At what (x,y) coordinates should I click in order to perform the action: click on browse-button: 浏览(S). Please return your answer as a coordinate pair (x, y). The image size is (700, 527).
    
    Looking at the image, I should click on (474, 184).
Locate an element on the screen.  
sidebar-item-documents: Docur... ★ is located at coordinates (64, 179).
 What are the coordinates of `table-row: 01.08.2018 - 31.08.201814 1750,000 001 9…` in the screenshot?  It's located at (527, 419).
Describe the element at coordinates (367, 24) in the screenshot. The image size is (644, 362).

# # #

**DIRECTIONS**
Show all lines from the data that contain "screenshot".

**WRITTEN RESPONSE**
 What are the coordinates of `table-row: 01.08.2018 - 31.08.201814 1750,000 001 9…` in the screenshot?  It's located at (527, 419).
Describe the element at coordinates (367, 24) in the screenshot. The image size is (644, 362).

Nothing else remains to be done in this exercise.